His theme was simple. Women were conniving, vicious, diseased beings who wanted his money and forced him into unwanted relations. God had given him a mission to stop them for the sake of good men everywhere, and when he found an opportunity, he did. He related a horrific number of attacks, but his accounts were so disjointed and confused that it would take hours and hours of questioning to sort out what was true and what a jumble, and he really admitted nothing when it came to the London horrors, although he seemed very familiar with them. But then, what Whitechapel resident would not be?
During this inconclusive recital, I began to see why the London press had assumed the Ripper would soon be dead or confined to an insane asylum.
Obviously a formal and longer interrogation was needed. We remained in Kelly’s miserable room while Sherlock Holmes delivered the resident to Inspector le Villard and two gendarmes in the street below.

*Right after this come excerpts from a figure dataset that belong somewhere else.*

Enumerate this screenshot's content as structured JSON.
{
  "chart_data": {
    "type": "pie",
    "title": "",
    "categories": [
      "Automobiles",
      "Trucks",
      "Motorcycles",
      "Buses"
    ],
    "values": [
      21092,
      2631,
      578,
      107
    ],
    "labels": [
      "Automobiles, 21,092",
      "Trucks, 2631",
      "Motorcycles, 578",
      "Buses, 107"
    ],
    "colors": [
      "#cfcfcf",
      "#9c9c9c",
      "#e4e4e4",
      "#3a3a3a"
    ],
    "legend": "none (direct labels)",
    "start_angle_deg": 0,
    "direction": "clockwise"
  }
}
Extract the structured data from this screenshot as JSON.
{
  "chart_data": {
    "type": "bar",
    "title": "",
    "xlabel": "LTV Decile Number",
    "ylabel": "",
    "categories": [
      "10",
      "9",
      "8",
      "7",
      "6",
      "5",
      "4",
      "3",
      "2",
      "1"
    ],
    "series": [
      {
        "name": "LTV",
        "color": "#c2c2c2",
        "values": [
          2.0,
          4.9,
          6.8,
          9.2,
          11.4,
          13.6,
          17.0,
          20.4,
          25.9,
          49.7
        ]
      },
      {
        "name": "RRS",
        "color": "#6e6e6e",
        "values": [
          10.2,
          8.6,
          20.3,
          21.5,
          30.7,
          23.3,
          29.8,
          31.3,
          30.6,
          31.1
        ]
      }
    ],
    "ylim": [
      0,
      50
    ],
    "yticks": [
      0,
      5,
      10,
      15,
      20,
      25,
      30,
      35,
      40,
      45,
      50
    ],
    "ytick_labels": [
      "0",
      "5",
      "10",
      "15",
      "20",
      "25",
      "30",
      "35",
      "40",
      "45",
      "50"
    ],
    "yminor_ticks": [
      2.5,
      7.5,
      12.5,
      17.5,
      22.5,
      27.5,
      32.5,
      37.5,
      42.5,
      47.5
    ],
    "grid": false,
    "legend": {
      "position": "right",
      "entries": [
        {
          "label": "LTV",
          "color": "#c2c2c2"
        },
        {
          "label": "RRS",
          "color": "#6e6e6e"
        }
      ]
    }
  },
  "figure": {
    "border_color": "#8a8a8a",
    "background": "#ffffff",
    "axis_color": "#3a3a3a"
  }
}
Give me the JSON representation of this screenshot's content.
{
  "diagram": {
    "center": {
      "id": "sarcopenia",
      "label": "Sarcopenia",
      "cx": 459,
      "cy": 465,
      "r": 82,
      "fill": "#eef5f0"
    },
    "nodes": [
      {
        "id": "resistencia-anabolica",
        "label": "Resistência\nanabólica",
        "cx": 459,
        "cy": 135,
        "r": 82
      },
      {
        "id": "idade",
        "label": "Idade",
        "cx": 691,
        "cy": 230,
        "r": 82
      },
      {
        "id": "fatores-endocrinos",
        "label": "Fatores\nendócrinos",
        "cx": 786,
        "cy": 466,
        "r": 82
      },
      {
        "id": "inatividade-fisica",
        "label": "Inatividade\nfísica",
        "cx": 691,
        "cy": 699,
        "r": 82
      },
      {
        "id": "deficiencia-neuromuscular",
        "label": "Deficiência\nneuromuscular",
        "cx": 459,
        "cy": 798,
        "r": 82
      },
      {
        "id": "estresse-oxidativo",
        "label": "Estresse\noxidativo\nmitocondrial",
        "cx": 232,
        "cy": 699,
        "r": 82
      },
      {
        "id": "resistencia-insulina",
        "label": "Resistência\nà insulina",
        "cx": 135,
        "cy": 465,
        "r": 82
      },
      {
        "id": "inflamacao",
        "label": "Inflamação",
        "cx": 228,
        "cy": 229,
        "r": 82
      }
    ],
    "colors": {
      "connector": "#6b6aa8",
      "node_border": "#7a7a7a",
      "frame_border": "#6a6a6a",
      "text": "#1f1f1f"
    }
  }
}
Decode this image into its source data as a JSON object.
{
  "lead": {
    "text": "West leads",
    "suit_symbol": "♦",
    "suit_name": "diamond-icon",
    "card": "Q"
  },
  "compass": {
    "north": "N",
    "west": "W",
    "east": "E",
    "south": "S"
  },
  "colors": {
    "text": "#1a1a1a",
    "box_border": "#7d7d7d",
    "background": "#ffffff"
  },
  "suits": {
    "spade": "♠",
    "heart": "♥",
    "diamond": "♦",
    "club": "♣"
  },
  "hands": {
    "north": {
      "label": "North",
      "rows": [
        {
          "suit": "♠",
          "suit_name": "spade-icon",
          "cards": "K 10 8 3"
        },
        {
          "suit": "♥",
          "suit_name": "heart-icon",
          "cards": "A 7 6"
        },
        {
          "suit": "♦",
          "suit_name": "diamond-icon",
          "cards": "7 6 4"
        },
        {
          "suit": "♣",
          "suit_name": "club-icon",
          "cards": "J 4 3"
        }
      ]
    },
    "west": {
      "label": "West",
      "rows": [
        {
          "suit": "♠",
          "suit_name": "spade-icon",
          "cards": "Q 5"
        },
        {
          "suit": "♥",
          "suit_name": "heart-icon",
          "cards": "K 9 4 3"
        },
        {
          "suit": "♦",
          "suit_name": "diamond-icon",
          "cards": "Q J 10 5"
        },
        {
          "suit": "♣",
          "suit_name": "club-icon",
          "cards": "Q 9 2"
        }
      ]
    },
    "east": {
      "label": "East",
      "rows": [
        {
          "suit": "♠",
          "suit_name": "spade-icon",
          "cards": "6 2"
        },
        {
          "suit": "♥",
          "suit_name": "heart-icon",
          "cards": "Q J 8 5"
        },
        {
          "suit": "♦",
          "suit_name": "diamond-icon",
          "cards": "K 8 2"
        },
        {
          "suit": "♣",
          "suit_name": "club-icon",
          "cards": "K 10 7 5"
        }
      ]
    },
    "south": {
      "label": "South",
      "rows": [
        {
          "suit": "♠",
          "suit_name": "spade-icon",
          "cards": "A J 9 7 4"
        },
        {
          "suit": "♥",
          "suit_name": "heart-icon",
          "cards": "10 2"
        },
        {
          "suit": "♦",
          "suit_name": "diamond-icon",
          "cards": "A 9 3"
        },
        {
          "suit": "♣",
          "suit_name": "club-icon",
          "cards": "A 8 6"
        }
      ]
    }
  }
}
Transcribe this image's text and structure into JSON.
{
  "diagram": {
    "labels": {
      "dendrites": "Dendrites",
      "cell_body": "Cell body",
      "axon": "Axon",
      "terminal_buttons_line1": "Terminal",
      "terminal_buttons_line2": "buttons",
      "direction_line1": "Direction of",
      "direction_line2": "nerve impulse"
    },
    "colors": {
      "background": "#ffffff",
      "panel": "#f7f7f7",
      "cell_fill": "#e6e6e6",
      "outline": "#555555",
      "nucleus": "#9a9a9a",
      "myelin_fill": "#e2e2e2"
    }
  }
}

No curtains concealed the window, but Irene flattened herself against the adjacent wall, dingy as it was, and peered down into the street.
“Is that it?” Elizabeth asked breathlessly of no one in particular. “We have witnessed the capture of Jack the Ripper?”
“It would seem so,” Irene said. She glanced pointedly at Elizabeth. “But it would be premature to make any announcements to the public.”
“And that is . . . was Sherlock Holmes himself?”
“Not quite himself.”
“I should like to meet him.”
The words were barely out of her mouth when the narrow door to the chamber creaked open to reveal the tall form of the French priest.
We all turned, then converged on him. Perhaps he had absorbed some of Kelly’s mania, for he seemed taken aback, and drew away.